Do animals experience past and future?

Carl Zimmer writes a nice piece in the 4/3 NYTimes on "Time in the Animal Mind" (PDF HERE).

Legend: Scrub jays, left, seem able to plan for the future in experiments, hiding today’s pine nuts for tomorrow’s breakfast. Squirrel monkeys also seem to think about future consequences, while hummingbirds seem to recall time and location of visits to flowers, and rats to remember where they encountered food in a maze. (Credits: from left, Adam Jones/Photo Researchers; Luke MacGregor/Reuters; Esteban Felix/Associated Press; Will & Deni McIntyre/Photo Researchers)

The animals shown in the figure have been shown to have impressive powers of memory, but this doesn't have to imply having a sense of memory or self, i.e. 'thinking about' past or future.

Some argue that mental time travel is distinctive to hominids.
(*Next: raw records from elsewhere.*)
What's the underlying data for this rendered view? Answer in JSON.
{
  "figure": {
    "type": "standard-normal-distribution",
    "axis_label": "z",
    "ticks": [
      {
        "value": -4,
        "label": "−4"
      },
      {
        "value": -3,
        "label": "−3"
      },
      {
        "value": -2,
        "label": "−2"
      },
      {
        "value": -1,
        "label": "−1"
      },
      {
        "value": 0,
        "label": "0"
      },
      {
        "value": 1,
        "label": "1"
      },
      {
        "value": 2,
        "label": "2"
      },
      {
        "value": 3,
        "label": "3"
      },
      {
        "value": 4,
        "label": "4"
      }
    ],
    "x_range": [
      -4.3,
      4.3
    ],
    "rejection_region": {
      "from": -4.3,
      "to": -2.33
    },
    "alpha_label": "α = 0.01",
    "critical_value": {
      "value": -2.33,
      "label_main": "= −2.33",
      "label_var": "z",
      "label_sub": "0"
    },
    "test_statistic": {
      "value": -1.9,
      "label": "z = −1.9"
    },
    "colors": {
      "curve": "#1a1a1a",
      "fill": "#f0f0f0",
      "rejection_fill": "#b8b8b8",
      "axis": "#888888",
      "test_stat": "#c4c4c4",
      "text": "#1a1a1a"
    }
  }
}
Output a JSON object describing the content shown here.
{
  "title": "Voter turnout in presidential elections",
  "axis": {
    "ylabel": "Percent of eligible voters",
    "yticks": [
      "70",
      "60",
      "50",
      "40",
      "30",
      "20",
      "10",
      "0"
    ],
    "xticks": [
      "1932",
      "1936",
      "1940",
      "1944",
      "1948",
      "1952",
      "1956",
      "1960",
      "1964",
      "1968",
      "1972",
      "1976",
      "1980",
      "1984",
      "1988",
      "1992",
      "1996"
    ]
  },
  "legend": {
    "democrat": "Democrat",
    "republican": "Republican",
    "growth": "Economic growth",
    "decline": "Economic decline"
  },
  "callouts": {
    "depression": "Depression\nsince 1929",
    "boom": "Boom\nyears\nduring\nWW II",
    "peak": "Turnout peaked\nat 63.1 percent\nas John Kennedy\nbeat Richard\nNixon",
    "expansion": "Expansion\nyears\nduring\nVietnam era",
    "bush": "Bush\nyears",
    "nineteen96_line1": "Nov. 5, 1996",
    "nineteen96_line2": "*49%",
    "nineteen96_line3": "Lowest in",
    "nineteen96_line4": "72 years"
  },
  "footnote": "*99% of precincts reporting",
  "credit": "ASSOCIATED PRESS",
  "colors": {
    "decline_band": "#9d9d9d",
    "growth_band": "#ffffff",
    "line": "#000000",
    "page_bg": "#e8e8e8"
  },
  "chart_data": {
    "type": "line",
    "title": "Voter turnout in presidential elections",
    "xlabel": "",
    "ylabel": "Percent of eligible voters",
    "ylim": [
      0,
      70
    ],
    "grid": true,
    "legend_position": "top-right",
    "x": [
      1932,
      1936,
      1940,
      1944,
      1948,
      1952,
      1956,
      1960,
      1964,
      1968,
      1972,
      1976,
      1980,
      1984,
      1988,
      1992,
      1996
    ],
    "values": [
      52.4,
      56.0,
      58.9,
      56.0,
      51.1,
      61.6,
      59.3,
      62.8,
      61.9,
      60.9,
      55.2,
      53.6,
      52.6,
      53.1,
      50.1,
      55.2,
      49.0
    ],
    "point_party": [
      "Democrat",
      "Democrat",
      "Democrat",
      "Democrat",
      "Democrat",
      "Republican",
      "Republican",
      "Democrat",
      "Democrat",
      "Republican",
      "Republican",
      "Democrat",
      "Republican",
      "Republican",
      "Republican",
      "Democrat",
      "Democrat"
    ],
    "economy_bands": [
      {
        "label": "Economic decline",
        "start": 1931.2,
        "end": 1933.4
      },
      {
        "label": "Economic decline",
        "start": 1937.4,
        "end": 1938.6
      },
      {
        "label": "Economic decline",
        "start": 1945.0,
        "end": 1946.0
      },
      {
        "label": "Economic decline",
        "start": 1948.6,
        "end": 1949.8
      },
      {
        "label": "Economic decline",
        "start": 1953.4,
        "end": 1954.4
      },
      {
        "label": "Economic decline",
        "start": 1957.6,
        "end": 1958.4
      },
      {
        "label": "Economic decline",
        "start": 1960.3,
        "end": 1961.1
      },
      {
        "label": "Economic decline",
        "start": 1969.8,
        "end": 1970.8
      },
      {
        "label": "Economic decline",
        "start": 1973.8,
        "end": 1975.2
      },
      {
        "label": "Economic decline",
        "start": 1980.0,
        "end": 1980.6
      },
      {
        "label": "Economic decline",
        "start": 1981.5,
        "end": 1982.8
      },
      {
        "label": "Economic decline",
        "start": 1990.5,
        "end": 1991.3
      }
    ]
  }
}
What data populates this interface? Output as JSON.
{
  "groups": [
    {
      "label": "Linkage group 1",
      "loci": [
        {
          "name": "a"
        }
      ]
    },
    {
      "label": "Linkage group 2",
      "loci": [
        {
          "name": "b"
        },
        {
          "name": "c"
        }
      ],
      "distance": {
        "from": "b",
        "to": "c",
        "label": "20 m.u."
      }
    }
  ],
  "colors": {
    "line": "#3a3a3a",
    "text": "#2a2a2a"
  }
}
Humans can remember events long past and envision the future, and recent experiments by Schacter's lab at Harvard have shown that brain areas involved in episodic memory become active also when people think of themselves in the future.

What about animal's sense of the future? Can they plan ahead? Nicola, Univ. of Cambridge, has done interesting experiments showing sophisticated memory in scrub jays, and she

"recently tested her scrub jays for foresight. She and her colleagues put the birds in three adjoining compartments for six days. Each morning the birds were shut for two hours in one of two rooms. In one room they got nothing to eat. In the other room, they got powdered pine nuts (the scrub jays can eat the powder, but they cannot cache it). For the rest of the day, each bird could move around all three rooms and enjoy more powdered nuts.

On the seventh day, the scientists switched the powdered pine nuts with real ones. If the birds were so inclined, they could cache the pine nuts in ice cube trays the scientists put in the two morning rooms. “If I’m a bird, what I could do is take some of the provisions and hide it in there so that if I do wake up there in the morning, I can get my own breakfast,” Dr. Clayton said.

Dr. Clayton found that the birds put over three times more pine nuts in the no-breakfast room than in the breakfast room. She argues that the results mean that birds can take action for their future needs, knowing what they’ll need and where they’ll need it."
This and similar experiments in other animals may over the next few years provide more compelling evidence that animals do plan ahead, and thus take away yet another feature that many have thought distinctive to humans.